Jackson strayed numerous times from the source material, as many are quick to remind of in the show’s defence, but the essence of his trilogy felt truer to the spirit of Tolkien than Rings of Power ever does. He might have strayed even further from the text than Amazon has, and yet his trilogy still captures the epic and mythological underpinnings of Tolkien’s work far stronger than Rings ever could. Regardless of fidelity to Tolkien however, Jackson’s trilogy was a cinematic feat that existed on its own terms, a trilogy of visual splendour and formal brilliance – a work of cinema that arrests you.
Rings of Power is as conventional as it comes for a visual translation of a fantasy genre piece. Visually plain and unimaginative, it loses the sublime, epic foundations that The Lord of the Rings exists upon, the visual template of which was perfected by Jackson. There is nothing that overwhelms or captures one in its visual language, no grand depth to its images, no attractive grading upon its surfaces, instead a flat and featureless piece of visual work. It is overwhelmed with obvious CGI and green screen, something Jackson honed through harmonising the real and tangible with the computer generated. A billion dollars has seemingly gone to waste.

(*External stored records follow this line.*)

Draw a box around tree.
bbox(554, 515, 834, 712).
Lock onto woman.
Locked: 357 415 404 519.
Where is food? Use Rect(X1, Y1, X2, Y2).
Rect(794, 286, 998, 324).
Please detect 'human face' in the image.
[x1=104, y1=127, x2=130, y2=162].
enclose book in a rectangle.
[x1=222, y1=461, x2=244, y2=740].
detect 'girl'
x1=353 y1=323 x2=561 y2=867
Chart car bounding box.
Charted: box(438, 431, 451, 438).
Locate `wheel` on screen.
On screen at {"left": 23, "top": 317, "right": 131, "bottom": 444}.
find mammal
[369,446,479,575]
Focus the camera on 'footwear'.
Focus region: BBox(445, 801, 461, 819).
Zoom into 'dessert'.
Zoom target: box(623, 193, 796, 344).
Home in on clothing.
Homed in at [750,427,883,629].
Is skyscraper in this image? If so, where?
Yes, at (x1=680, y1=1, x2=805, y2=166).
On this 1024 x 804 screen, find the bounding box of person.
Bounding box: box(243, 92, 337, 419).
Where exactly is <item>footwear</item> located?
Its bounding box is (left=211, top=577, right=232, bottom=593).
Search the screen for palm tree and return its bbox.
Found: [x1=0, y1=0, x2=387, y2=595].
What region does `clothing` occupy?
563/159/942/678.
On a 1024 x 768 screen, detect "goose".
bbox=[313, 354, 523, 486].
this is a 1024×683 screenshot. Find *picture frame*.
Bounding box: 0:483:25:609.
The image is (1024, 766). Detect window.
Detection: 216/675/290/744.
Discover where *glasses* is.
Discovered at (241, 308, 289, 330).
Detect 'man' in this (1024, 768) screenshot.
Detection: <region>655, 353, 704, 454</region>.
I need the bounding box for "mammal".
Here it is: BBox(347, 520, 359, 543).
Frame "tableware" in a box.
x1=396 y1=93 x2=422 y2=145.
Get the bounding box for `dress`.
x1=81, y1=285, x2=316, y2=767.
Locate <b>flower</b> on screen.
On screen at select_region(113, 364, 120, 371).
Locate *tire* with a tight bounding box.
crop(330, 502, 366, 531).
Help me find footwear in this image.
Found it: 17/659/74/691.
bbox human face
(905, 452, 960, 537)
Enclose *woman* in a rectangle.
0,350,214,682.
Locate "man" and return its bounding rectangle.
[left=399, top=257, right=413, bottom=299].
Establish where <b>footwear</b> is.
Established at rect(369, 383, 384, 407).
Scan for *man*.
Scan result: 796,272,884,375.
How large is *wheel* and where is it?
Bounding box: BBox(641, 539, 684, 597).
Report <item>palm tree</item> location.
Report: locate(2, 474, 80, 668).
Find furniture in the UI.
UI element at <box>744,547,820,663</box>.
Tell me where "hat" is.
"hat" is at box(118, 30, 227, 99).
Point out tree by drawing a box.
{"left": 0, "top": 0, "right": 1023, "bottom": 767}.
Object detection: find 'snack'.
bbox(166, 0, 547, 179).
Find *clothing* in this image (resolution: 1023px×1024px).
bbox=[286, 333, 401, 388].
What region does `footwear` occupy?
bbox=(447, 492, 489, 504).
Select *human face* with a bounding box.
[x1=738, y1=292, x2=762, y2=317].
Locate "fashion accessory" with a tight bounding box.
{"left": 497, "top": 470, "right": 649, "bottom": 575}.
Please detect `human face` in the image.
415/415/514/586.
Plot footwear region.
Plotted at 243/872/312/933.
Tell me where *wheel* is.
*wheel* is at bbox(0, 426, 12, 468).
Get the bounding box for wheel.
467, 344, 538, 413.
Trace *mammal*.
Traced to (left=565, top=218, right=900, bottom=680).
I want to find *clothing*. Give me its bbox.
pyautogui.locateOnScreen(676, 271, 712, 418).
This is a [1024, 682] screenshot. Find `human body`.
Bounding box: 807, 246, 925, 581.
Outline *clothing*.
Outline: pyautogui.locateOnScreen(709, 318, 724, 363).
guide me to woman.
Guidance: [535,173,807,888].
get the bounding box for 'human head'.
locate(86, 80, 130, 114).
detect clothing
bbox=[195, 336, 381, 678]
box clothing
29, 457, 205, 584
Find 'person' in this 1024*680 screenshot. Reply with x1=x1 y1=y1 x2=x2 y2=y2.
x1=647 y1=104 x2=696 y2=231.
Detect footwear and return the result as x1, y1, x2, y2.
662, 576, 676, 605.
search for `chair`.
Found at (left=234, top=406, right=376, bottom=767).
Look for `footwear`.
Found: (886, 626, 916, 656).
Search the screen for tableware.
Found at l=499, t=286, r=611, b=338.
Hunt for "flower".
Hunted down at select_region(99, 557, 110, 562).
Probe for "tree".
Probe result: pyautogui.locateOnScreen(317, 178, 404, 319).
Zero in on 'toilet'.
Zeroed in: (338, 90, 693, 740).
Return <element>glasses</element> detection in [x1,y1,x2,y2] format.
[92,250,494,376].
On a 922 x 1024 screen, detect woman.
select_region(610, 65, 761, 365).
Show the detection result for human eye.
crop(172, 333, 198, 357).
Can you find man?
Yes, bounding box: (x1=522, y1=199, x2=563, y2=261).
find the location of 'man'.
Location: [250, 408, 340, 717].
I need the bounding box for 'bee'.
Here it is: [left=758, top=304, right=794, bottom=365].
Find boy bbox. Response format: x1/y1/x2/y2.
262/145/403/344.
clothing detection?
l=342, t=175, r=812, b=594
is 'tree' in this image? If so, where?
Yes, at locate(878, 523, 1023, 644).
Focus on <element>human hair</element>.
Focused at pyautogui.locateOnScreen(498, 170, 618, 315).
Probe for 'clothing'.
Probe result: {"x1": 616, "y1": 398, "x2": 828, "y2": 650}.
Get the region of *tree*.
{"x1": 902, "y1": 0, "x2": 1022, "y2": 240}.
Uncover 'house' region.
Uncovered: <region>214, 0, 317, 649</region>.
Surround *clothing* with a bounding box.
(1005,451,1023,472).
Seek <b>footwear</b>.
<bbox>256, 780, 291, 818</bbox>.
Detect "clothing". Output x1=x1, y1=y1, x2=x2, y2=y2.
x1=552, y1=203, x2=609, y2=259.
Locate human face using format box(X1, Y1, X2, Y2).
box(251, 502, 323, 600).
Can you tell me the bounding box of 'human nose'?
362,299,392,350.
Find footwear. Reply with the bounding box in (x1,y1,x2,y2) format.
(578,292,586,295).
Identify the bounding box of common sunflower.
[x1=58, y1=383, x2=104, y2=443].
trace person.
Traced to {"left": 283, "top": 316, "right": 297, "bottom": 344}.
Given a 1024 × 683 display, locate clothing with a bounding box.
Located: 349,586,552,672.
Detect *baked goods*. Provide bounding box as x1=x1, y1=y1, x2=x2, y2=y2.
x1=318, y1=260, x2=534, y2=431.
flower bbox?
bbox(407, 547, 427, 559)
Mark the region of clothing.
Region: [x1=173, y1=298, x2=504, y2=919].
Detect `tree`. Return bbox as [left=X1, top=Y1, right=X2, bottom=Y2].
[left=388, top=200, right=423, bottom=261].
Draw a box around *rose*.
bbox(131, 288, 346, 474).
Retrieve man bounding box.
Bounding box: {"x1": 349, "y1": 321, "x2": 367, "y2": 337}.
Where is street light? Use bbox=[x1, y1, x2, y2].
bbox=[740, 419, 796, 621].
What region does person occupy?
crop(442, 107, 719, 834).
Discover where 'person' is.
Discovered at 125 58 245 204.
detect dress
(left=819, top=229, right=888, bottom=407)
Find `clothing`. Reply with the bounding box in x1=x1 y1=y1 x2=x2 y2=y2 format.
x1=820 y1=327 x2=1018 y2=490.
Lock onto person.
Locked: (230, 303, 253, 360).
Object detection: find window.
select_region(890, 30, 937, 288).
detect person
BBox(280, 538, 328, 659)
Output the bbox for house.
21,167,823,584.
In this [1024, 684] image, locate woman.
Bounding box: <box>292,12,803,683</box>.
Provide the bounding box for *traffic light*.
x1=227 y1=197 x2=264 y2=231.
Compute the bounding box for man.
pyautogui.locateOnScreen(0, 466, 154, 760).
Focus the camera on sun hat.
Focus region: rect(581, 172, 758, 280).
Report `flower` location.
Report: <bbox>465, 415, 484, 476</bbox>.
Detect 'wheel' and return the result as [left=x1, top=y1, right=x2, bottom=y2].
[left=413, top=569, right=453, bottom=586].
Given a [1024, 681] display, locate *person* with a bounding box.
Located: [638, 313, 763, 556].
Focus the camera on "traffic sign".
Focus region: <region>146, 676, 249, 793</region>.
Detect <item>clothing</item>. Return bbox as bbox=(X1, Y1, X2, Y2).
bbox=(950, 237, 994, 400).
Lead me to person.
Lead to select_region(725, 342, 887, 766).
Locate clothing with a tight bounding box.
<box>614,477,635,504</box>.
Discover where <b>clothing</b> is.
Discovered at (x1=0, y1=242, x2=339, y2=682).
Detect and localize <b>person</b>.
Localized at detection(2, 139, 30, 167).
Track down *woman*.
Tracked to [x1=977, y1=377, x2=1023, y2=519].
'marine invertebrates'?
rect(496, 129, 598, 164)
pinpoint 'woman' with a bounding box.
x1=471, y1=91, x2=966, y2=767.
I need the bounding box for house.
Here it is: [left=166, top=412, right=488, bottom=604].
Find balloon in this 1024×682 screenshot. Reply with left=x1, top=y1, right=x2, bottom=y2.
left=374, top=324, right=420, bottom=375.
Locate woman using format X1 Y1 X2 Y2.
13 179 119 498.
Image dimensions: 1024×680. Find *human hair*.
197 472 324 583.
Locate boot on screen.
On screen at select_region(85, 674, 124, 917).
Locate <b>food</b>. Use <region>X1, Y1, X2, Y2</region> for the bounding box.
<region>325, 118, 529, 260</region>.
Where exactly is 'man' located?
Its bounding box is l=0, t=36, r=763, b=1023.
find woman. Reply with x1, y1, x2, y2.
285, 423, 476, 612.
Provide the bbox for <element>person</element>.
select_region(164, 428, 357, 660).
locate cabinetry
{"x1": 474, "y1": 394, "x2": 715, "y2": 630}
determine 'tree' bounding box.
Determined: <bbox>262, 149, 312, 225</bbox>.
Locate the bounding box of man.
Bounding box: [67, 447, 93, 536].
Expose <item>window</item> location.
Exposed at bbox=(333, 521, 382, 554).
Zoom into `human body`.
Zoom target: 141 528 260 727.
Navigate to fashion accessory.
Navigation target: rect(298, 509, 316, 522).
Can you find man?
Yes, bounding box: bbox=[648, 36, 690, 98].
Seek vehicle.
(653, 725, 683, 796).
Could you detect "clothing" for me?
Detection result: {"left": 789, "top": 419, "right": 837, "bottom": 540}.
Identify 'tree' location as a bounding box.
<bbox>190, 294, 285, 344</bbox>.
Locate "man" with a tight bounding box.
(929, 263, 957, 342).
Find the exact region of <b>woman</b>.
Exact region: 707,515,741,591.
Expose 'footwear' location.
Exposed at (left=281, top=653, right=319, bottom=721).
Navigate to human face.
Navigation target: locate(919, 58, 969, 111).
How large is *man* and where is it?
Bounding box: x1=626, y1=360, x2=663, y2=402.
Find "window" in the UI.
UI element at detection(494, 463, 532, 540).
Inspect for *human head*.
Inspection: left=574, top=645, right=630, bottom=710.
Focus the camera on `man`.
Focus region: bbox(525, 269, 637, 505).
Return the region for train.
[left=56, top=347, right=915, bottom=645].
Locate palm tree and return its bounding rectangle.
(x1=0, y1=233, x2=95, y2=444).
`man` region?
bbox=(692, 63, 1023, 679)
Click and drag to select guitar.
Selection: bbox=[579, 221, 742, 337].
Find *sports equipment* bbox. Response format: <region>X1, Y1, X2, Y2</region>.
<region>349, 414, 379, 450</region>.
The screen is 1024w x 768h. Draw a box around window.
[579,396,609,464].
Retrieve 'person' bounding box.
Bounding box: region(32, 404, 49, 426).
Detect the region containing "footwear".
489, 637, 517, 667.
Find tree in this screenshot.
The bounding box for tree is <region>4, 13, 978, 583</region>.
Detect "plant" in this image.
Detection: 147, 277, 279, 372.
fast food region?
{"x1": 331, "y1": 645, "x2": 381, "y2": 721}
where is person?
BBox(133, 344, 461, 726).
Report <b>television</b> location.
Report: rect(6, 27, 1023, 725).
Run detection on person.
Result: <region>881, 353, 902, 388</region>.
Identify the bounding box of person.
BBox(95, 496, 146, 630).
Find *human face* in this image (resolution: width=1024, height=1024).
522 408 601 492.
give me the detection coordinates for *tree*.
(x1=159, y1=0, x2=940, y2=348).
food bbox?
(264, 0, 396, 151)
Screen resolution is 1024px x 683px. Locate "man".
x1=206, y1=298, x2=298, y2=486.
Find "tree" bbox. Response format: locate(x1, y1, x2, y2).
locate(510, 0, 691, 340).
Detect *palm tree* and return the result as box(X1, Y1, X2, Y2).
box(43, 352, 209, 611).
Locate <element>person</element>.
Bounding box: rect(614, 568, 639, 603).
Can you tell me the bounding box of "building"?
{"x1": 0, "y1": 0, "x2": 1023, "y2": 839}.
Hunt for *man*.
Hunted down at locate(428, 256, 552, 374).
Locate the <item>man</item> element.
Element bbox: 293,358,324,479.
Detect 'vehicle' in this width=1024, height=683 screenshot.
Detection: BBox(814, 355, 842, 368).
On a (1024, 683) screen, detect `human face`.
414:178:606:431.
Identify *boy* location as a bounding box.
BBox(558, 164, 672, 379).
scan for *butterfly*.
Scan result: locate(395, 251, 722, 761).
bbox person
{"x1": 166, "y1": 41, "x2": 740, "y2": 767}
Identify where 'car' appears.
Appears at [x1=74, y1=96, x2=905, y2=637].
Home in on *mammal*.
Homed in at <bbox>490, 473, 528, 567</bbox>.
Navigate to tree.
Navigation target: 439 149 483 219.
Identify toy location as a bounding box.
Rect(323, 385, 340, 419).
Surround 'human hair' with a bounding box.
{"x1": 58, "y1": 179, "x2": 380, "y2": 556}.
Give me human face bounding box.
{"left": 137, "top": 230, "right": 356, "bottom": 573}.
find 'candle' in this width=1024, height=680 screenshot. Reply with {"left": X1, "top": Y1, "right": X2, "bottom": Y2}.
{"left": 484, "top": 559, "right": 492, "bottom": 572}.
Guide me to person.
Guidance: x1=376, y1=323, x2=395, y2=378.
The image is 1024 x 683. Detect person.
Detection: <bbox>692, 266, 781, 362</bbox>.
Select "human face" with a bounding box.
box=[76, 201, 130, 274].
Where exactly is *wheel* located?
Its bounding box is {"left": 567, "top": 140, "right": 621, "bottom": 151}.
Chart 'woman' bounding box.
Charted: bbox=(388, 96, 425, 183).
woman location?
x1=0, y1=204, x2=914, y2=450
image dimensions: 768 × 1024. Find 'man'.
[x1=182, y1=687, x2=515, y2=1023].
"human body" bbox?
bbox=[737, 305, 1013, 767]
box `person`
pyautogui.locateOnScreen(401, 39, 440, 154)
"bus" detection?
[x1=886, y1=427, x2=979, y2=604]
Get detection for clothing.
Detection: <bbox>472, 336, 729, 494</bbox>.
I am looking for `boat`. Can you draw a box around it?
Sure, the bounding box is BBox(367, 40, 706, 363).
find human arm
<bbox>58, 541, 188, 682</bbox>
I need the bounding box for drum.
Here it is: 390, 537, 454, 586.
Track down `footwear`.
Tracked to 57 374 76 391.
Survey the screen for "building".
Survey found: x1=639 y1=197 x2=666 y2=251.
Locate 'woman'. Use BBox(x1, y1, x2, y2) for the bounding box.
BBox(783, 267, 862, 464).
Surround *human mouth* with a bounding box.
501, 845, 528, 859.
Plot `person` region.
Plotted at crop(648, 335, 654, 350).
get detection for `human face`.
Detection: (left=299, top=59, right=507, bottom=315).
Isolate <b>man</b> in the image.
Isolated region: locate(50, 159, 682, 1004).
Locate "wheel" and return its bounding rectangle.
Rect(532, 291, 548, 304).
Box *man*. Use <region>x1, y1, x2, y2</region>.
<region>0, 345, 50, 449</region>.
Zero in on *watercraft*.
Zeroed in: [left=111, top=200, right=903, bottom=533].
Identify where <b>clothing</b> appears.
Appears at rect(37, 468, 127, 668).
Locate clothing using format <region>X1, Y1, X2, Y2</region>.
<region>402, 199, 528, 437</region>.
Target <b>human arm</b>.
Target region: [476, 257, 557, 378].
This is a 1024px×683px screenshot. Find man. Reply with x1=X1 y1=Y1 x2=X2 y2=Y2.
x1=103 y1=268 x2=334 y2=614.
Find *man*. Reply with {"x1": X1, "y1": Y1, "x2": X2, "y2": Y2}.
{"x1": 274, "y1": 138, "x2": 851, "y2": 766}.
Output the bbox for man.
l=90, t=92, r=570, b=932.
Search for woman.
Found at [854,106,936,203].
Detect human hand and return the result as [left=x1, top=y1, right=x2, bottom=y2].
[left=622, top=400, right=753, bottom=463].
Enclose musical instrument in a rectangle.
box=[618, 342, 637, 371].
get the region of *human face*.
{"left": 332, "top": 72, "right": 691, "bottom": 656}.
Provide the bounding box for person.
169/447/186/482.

To delve deeper into its specific failures, all the races of Men, Elves, Dwarves, Harfoots and even Orcs suffer from weak storytelling in the first three episodes. With Men, we continue to follow the Kingdom of Númenor in a storyline that yearns to be the next Game of Thrones. It begs for its compelling and complex nature of political and monarchical conflict and yet has neither. The Elves now have three Rings of Power and save their dying lands, but none of it is provoking in any way. The Dwarves lose light to their mines, unable to grow crops as a prince and his father try to mend a stubborn rift, and still it is entirely unnoteworthy. There is no truly compelling conflict that incites any response towards what is playing out on screen, with forced, fanciful dialogue that is frustrating and eye-rolling. The Harfoots storyline suffers worst of all, travelling an arid land with no meaningful or engaging progression that instead compromises of silly, trivial antics. The show even attempts to give orcs some complexity, a perplexing choice for a story such as Tolkien’s, and yet would be welcomed if it at all had any genuine complexity. It of course does not.
Sauron (Charlie Vickers) and Elven Smith Celebrimbor (Charles Edwards) hold the most interesting thread in the show as the Dark Lord begins to corrupt and deceive the metalworker into forging the Rings. Celebrimbor’s wants and conflicts are more palpable than most in the show, and Sauron’s deception over him is on the cusp of being somewhat fascinating. His famous illusory guise as the fair formed Annatar is a long overdue welcome to the adaptation, a vital chapter in Tolkien’s mythology that seemed forgotten by the misguided season one. Whether it is truly great television however remains to be seen.
And so it seems that Rings of Power continues to be a disappointment into its second series. The first three episodes thus far offer little improvement, suffering from the same bland, generic and uninspired returns of the first season. Visually drab and narratively defunct, Amazon’s billion-dollar project fails to impress neither Tolkien fans or general audiences, and while the hyperbolic hate the show has conjured in its wake is utterly unfair, the show does little to reward its defenders in the form of good television. One can only deem it a colossal failure.